Chapter 1: Introduction: The Novel as Network, Tim Lanzendörfer and Corinna Norrick-Rühl -- Chapter 2: Introduction: Novel Forms, Tim Lanzendörfer -- Chapter 3: The Novel’s Novelty Now, Mathias Nilges -- Chapter 4: The Cosmopolitan Value of the Multicultural Novel, Kristian Shaw -- Chapter 5: The Novel Network and the Work of Genre, Tim Lanzendörfer -- Chapter 6: Can a Novel Contain a Comic?

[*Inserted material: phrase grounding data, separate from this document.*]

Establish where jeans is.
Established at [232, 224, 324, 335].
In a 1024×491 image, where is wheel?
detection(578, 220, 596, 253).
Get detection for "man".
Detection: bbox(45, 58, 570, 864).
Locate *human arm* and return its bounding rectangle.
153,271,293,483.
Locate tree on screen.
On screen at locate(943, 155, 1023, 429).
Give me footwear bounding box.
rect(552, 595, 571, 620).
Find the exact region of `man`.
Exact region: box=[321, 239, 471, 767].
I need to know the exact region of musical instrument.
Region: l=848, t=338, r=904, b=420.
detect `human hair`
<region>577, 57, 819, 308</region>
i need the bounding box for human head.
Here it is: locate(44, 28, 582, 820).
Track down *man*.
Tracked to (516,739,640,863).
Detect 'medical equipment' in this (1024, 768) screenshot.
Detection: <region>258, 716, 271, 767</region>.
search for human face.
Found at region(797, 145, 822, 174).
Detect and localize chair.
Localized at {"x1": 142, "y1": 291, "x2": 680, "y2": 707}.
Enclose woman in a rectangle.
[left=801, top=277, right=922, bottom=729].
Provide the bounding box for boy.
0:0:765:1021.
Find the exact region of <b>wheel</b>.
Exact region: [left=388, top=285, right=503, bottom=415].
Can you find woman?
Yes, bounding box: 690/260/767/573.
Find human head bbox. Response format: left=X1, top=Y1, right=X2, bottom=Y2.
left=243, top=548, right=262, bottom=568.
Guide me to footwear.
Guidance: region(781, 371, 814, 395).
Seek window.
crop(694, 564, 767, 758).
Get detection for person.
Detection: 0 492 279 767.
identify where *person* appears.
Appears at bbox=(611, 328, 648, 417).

Graphic Nerd Ecology in Contemporary US Fiction, Christopher Pizzino -- Chapter 7: Introduction: Novel Ideas, Tim Lanzendörfer and Corinna Norrick-Rühl -- Chapter 8: Speculative Nostalgia and Media of the New Intersectional Left: My Favorite Thing is Monsters, Stephen Shapiro -- Chapter 9: From Comic to Graphic and from Book to Novel: Sandman’s Invisible Authors and the Quest for Literariness, Julia Round -- Chapter 10: Listening to the Literary: On the Novelistic Poetics of the Podcast, Patrick Gill -- Chapter 11: The Video Game Novel: Story-World Narratives, Novelization, and the Contemporary Novel’s Network, Tamer Thabet and Tim Lanzendörfer -- Chapter 12: Introduction: Novel Commodities, Corinna Norrick-Rühl -- Chapter 13: Locating the Goods in Contemporary Literary Culture: Between the Book and the Archive, Jim Collins -- Chapter 14: Auratic Facsimile: The Print Novel in the Age of Digital Reproduction, Julia Panko -- Chapter 15: Sensing the Novel/Seeing the Book/Selling the Goods, Claire Squires -- Chapter 16: Shakespeare Novelized: Hogarth, Symbolic Capital, and the Literary Market, Jeremy Rosen -- Chapter 17: Reading the Small American Novel: The Aesthetic Agency of the Short Book in the Modern Literary Marketplace, Alexander Starre.

Sommario/riassunto

The Novel as Network: Forms, Ideas, Commodities engages with the contemporary Anglophone novel and its derivatives and by-products such as graphic novels, comics, podcasts, and Quality TV. This collection investigates the meaning of the novel in the larger system of contemporary media production and (post-)print culture, viewing the novel through the lens of actor network theory as a node in the novel network. Chapters underscore the deep interconnection between all the aspects of the novel, between the novel as a (literary) form, as an idea, and as a commodity. Bringing together experts from American, British, and Postcolonial Studies, as well as Book, Publishing, and Media Studies, this collection offers a new vantage point to view the novel in its multifacetious expressions today.